Children are being hospitalized with COVID-19 at record numbers as infection rates across all age groups swell, marking a concerning new phase of the pandemic that initially left young people relatively unscathed.
While the number of daily pediatric admissions with COVID-19 across the nation is still in the hundreds, it is up significantly on a percentage basis and could represent a worrisome trend, experts said. It is also important to note that the figures represent many asymptomatic children who test positive after being admitted for other ailments. The number of children admitted to hospitals expressly for a COVID-19 infection is not known.
“We’re seeing … more pediatric admissions than we’ve ever seen by a very significant amount,” said Steven Michaud, president of the Maine Hospital Association. “So far, we’re able to handle it, but it is just kind of part of the overall strain where we have no beds, we have no capacity, and we’re bursting at the seams.”
Pediatric hospital admissions have ballooned in recent weeks across the United States to surpass records set during the fall’s delta surge. An average of about 670 hospitalized patients under 18 tested positive for COVID-19 during the week ending Jan. 2, up from 378 the week prior, according to federal data. The previous high was recorded in September when pediatric hospitalizations were averaging about 342 per day.
OMICRON SPURRING WORKER SHORTAGES ACROSS KEY INDUSTRIES
“A silver lining in the pandemic from the beginning is that most children don’t get severely ill,” said Dr. John Schreiber, an infectious disease physician at Connecticut Children’s Medical Center. “That’s changed in that we are admitting a lot more children, but it’s not clear that it’s the virus being more virulent for children. It could just be sheer numbers of children who are infected.”
Connecticut Children’s has two to three times more patients admitted due to the coronavirus than in the last wave, but many children who test positive at the hospital often go in for other health problems, such as appendicitis or injuries. When children test positive for COVID-19 once they are at the hospital, healthcare systems call it an incidental finding.
“It could just be that there are a lot more children who are currently infected and a very, very small number of them get admitted. But that number is bigger because there are more children who are infected,” Schreiber said.
Hospitalization rates in children are rising primarily in the Northeast and parts of the Midwest, but hospitals in the South have recorded troubling upticks as well. Children’s Healthcare of Atlanta, which takes a tally of admitted patients every Tuesday, reported on Jan. 4 that there were 101 children hospitalized with COVID-19, up from 62 the week prior and 22 the week before that. Tennessee, meanwhile, has recorded increased pediatric hospitalizations since mid-December. On Dec. 15, there were 11 children with COVID-19 in a Tennessee hospital compared with 64 on Tuesday.
Despite the rapid increases, children still make up a small share of people hospitalized with COVID-19. Hospitalizations overall have increased about 51% over the past two weeks, according to New York Times data. Roughly 101,000 people are currently hospitalized due to the virus, but it is not clear how many of those hospitalizations were caused by the highly contagious omicron variant or the highly virulent delta strain.
The severity of cases in hospitals across the U.S. vary, but most pediatric patients are unvaccinated. Hospitalization rates have been shown to be 10 times higher among adolescents 12-17 who have not gotten their shots compared with fully vaccinated adolescents, the Centers for Disease Control and Prevention said in a study last week.
“Unfortunately, as we’re seeing with adults, children who are not vaccinated are much more vulnerable, are getting much sicker, and are winding up in emergency departments, in inpatient units, and even in some cases in our pediatric intensive care unit,” said Dr. Cynthia Sparer, executive director of Yale New Haven Children’s Hospital.
“As I do when I start my day early, I looked at our latest numbers [on Tuesday morning], and as opposed to a year ago, where we might have had two or three children in the hospital, this morning, we had 20, and some of them were in the ICU,” Sparer said.
The caseload at Yale New Haven Children’s Hospital has gotten so high that the hospital has reverted to early pandemic restrictions on patient visitors to only a single parent or guardian permitted at a time.
US MAINTAINS HIGH DEATH RATE DUE TO COVID-19 DESPITE LOCKDOWNS, MASK MANDATES, AND VACCINES
Most adults, 73%, have been fully vaccinated, while nearly 38% of those eligible have gotten an additional booster dose. Children under 5 are not eligible for any COVID-19 vaccinations yet, making them acutely vulnerable to infection from the omicron variant, which has shown to outpace delta in terms of transmissibility.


▶ **WHAT THE TASK REQUIRES**
Find the lines below holding the word "occasions" and copy each of them.

Top of THE INPUT

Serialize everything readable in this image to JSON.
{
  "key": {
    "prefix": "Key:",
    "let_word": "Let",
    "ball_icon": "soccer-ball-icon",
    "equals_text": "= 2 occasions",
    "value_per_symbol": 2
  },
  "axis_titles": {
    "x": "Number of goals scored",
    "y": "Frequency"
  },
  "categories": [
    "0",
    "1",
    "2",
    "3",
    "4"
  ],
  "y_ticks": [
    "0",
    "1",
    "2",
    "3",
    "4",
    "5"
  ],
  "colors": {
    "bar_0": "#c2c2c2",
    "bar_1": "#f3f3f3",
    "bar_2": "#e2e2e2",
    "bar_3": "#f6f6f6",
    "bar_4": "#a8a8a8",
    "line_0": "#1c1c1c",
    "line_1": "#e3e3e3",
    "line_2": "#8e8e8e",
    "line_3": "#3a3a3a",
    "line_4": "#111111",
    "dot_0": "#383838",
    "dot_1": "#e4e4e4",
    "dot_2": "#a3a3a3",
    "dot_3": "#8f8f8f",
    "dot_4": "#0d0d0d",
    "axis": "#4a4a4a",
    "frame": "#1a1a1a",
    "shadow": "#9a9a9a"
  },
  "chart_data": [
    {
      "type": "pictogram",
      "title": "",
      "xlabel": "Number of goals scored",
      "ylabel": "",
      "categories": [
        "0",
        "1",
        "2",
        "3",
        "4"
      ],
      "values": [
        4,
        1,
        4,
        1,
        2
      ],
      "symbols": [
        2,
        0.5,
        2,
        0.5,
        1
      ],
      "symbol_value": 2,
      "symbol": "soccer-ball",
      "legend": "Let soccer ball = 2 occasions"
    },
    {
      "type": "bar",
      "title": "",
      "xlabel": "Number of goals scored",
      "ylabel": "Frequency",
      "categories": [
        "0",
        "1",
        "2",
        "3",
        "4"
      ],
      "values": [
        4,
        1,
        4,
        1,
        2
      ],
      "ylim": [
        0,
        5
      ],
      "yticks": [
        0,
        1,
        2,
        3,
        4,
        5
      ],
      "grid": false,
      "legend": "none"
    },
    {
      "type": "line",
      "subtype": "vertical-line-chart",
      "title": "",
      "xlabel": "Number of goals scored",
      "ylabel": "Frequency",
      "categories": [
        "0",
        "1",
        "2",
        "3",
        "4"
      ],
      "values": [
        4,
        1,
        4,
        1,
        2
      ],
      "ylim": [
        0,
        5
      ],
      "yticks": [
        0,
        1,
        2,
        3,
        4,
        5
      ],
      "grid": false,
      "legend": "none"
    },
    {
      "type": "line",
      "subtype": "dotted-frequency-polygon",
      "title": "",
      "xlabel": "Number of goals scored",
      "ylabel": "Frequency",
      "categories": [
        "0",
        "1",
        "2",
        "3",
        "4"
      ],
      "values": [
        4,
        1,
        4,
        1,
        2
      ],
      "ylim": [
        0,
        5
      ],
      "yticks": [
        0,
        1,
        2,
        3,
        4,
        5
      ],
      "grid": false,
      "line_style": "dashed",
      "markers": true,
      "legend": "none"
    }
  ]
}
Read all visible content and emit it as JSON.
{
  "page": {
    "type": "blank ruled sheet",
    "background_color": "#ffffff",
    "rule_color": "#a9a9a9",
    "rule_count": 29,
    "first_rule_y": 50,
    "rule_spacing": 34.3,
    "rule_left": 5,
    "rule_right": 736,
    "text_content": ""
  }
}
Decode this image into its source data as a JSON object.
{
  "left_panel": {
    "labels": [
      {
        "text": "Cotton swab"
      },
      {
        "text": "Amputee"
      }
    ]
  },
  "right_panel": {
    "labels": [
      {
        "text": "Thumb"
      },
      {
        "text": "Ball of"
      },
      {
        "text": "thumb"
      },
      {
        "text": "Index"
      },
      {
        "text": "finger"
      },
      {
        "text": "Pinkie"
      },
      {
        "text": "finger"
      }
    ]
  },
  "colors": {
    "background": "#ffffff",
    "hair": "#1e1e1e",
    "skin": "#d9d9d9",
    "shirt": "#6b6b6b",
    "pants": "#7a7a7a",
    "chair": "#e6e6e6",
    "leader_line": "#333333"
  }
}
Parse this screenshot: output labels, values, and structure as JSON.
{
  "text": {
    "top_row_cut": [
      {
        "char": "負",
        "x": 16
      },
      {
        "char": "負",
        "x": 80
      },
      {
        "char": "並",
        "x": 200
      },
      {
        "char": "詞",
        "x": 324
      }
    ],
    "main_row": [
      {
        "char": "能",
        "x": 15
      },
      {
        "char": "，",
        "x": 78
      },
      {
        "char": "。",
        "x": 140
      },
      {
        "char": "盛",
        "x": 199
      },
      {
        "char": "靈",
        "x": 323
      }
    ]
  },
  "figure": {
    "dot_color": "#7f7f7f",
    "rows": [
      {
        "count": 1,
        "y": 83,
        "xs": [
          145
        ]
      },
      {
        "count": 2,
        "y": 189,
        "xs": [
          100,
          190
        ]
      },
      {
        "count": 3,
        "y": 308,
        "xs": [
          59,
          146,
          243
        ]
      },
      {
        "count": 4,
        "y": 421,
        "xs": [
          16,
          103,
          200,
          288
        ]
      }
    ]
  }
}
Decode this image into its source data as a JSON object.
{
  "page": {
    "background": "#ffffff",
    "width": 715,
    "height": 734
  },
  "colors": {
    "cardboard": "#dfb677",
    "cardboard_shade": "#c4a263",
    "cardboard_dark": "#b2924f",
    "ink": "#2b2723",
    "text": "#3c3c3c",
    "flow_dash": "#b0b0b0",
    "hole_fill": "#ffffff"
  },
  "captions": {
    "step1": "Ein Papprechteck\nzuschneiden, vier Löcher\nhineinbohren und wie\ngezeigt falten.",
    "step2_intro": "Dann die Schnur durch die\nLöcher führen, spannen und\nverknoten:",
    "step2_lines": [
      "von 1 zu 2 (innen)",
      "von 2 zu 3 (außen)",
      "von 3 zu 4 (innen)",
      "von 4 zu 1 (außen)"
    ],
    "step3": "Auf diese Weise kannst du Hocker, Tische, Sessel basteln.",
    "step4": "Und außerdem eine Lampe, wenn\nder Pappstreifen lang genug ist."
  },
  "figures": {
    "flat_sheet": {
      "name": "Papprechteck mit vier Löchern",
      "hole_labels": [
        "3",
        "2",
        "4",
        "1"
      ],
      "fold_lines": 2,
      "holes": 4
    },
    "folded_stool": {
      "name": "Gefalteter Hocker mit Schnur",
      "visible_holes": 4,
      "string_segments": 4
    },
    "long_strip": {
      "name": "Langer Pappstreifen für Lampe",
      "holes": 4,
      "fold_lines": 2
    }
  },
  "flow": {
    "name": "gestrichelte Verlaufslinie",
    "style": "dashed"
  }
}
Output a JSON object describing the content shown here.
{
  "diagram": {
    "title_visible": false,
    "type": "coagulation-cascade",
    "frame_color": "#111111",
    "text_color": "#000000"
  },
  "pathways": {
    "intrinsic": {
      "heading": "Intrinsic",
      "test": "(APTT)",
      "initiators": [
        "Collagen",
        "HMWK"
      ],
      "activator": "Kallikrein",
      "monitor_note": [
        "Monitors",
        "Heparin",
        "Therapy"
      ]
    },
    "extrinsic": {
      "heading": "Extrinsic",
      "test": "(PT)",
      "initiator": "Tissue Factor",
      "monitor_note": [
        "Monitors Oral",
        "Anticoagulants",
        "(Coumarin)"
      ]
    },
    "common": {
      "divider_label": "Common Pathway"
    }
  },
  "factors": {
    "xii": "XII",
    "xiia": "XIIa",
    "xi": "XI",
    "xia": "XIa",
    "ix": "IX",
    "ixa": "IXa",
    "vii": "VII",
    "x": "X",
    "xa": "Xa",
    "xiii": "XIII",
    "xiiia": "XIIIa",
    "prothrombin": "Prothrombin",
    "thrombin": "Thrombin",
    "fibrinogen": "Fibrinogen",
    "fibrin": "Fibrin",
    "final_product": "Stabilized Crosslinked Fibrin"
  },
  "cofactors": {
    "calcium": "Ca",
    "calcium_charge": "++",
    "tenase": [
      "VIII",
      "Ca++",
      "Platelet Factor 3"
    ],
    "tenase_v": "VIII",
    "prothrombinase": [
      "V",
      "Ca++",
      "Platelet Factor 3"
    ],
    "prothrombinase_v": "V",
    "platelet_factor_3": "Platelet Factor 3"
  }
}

Bottom of THE INPUT

▶ **RESULT**
    "equals_text": "= 2 occasions",
      "legend": "Let soccer ball = 2 occasions"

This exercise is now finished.